BTC ETFs pull $2 billion in 8 days as short-term holders sell

Someone buys $2.1 billion in bitcoin through ETFs. Someone else uses that bid to get out.

U.S. spot bitcoin ETFs have now recorded eight straight days of inflows totaling $2.10 billion through April 23, per SoSoValue. It is the longest streak since the nine-day run in October 2025 that took bitcoin to its all-time high of $126,000. April 23 alone brought in $223.21 million, with BlackRock’s IBIT accounting for about 75% of the pledge at $167.49 million and Fidelity’s FBTC the one meaningful outflow at $16.93 million.

Bitcoin has risen from $68,000 to $77,000 during the streak, a 12% move that has coincided almost perfectly with the return of ETF bids. Cumulative net ETF inflows since launch now stand at $58 billion, and total assets hit $102 billion, which is 6.5% of bitcoin’s market cap.

But here’s the part the ETF data doesn’t tell.

A Glassnode report from earlier this week showed that bitcoin has just regained its True Market Mean at $78,100, which tracks the average cost basis of actively transacted supplies. This is the first time that level has been recovered since mid-January, and historically marks the transition from bear market conditions to something more constructive.

The problem is next level. The short-term holder cost basis is $80,100, which is the average entry price for anyone who bought in the last 155 days. A move above that would push more than 54% of recent buyers into profit.

In all previous instances in this cycle, this threshold has coincided with local top formation as short holders use the rally to break even and exit. This is the second time the structure has been set up and it collapsed the first time.

Short-term holder’s realized profit has already increased to $4.4 million per hour per Glass node. The $1.5 million threshold has surpassed all local top years to date. The current reading is three times that.

The setup from here is specific. Funding on bitcoin perpetuals is still negative, meaning shorts pay longs. Saturday’s brief squeeze took bitcoin to $78,000 briefly before the Hormuz reversal pulled it back.

Another squeeze, stacked on ETF bid and spot demand, which Glassnode has flagged as improving in offshore venues, is the clear path to $80,000. Whether that break holds against short-term holder distribution or is sold in the same way that every local top has been sold in this cycle is the trade.

March’s seven-day streak broke in the same week that the price marked its local high. IBIT has done most of the current run alone, while smaller issuers had mixed flows. The structure is not identical, but the pattern rhymes.

The ETF bid is real. The exit liquidity for short-term holders it provides is also real. Which side wins $80,000 is worth watching.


**Work required:** An exact reproduction of each record is required.

**Data listing:**
========
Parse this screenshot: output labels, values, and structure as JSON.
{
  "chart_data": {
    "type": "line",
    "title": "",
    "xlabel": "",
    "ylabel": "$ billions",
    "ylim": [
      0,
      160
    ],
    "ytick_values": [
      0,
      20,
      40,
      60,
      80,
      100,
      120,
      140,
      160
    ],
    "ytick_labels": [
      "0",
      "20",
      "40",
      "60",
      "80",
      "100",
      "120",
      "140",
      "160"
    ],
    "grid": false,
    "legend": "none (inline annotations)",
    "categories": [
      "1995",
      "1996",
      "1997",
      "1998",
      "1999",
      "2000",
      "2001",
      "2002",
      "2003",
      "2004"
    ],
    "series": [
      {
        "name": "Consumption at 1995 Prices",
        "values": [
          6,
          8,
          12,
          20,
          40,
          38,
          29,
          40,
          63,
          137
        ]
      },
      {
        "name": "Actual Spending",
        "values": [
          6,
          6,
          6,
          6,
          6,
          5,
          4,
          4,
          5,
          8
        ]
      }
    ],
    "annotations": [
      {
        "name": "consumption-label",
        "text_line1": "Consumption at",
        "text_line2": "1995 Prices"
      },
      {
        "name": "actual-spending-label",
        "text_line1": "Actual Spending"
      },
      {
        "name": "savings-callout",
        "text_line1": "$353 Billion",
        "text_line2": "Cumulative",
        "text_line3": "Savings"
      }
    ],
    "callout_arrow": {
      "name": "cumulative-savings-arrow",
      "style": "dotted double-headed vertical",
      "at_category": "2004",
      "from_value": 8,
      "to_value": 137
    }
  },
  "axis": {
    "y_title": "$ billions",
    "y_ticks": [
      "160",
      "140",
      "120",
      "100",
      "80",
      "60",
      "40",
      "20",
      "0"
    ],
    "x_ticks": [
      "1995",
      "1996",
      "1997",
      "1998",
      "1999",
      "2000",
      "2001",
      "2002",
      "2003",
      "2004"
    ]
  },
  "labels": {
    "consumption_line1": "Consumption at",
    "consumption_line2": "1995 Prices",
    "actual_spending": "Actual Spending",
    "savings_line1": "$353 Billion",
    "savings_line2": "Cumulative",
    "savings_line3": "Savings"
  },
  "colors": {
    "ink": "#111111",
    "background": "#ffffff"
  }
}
========
**Expected answer:**
Parse this screenshot: output labels, values, and structure as JSON.
{
  "chart_data": {
    "type": "line",
    "title": "",
    "xlabel": "",
    "ylabel": "$ billions",
    "ylim": [
      0,
      160
    ],
    "ytick_values": [
      0,
      20,
      40,
      60,
      80,
      100,
      120,
      140,
      160
    ],
    "ytick_labels": [
      "0",
      "20",
      "40",
      "60",
      "80",
      "100",
      "120",
      "140",
      "160"
    ],
    "grid": false,
    "legend": "none (inline annotations)",
    "categories": [
      "1995",
      "1996",
      "1997",
      "1998",
      "1999",
      "2000",
      "2001",
      "2002",
      "2003",
      "2004"
    ],
    "series": [
      {
        "name": "Consumption at 1995 Prices",
        "values": [
          6,
          8,
          12,
          20,
          40,
          38,
          29,
          40,
          63,
          137
        ]
      },
      {
        "name": "Actual Spending",
        "values": [
          6,
          6,
          6,
          6,
          6,
          5,
          4,
          4,
          5,
          8
        ]
      }
    ],
    "annotations": [
      {
        "name": "consumption-label",
        "text_line1": "Consumption at",
        "text_line2": "1995 Prices"
      },
      {
        "name": "actual-spending-label",
        "text_line1": "Actual Spending"
      },
      {
        "name": "savings-callout",
        "text_line1": "$353 Billion",
        "text_line2": "Cumulative",
        "text_line3": "Savings"
      }
    ],
    "callout_arrow": {
      "name": "cumulative-savings-arrow",
      "style": "dotted double-headed vertical",
      "at_category": "2004",
      "from_value": 8,
      "to_value": 137
    }
  },
  "axis": {
    "y_title": "$ billions",
    "y_ticks": [
      "160",
      "140",
      "120",
      "100",
      "80",
      "60",
      "40",
      "20",
      "0"
    ],
    "x_ticks": [
      "1995",
      "1996",
      "1997",
      "1998",
      "1999",
      "2000",
      "2001",
      "2002",
      "2003",
      "2004"
    ]
  },
  "labels": {
    "consumption_line1": "Consumption at",
    "consumption_line2": "1995 Prices",
    "actual_spending": "Actual Spending",
    "savings_line1": "$353 Billion",
    "savings_line2": "Cumulative",
    "savings_line3": "Savings"
  },
  "colors": {
    "ink": "#111111",
    "background": "#ffffff"
  }
}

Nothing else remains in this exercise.